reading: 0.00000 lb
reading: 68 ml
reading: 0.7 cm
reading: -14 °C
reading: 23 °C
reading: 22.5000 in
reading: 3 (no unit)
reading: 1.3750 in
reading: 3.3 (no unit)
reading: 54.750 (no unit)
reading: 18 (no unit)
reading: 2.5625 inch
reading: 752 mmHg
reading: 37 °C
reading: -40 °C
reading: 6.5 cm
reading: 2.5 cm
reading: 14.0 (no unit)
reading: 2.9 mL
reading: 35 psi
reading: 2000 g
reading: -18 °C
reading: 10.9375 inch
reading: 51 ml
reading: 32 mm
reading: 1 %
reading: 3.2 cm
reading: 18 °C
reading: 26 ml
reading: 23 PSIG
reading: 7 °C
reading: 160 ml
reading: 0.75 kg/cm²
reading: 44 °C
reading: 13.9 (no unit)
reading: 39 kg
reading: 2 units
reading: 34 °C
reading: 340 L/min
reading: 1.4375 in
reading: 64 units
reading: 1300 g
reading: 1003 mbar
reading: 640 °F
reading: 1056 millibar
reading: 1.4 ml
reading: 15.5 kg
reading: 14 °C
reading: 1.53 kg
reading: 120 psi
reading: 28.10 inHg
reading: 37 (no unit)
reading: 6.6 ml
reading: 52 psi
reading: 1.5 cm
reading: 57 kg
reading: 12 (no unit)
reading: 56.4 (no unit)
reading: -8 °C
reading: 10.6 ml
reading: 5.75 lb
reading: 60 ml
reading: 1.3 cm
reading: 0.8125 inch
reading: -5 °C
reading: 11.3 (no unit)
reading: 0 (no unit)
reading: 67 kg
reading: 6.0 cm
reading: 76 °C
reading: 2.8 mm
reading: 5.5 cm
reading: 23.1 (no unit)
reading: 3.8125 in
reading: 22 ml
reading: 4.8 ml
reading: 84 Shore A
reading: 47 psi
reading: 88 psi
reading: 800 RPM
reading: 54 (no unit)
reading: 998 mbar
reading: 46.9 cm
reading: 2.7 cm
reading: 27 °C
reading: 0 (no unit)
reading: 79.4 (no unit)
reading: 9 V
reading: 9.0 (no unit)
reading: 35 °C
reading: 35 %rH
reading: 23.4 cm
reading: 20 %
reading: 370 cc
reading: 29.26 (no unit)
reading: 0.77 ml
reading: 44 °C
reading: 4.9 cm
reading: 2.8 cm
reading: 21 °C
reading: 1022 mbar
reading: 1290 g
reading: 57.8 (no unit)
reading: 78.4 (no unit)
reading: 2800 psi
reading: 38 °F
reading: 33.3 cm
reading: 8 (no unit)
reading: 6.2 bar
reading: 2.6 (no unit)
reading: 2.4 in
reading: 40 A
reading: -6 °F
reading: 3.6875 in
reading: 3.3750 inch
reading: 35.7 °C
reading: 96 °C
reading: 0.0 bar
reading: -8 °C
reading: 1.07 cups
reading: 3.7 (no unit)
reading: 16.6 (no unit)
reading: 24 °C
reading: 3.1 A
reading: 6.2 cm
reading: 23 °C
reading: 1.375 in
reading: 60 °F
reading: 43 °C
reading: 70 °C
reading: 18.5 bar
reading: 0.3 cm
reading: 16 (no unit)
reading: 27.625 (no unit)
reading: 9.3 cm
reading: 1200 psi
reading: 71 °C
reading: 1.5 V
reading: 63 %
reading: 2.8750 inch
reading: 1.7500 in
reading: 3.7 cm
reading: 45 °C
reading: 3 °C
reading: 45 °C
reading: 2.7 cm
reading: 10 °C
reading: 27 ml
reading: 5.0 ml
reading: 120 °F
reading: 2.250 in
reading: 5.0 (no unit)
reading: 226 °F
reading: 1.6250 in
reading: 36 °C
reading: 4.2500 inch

---------------

» **WORK TO COMPLETE**:
Produce the number of lines in the data containing the string "inch", with nothing added.

» **EXPECTED ANSWER**:
6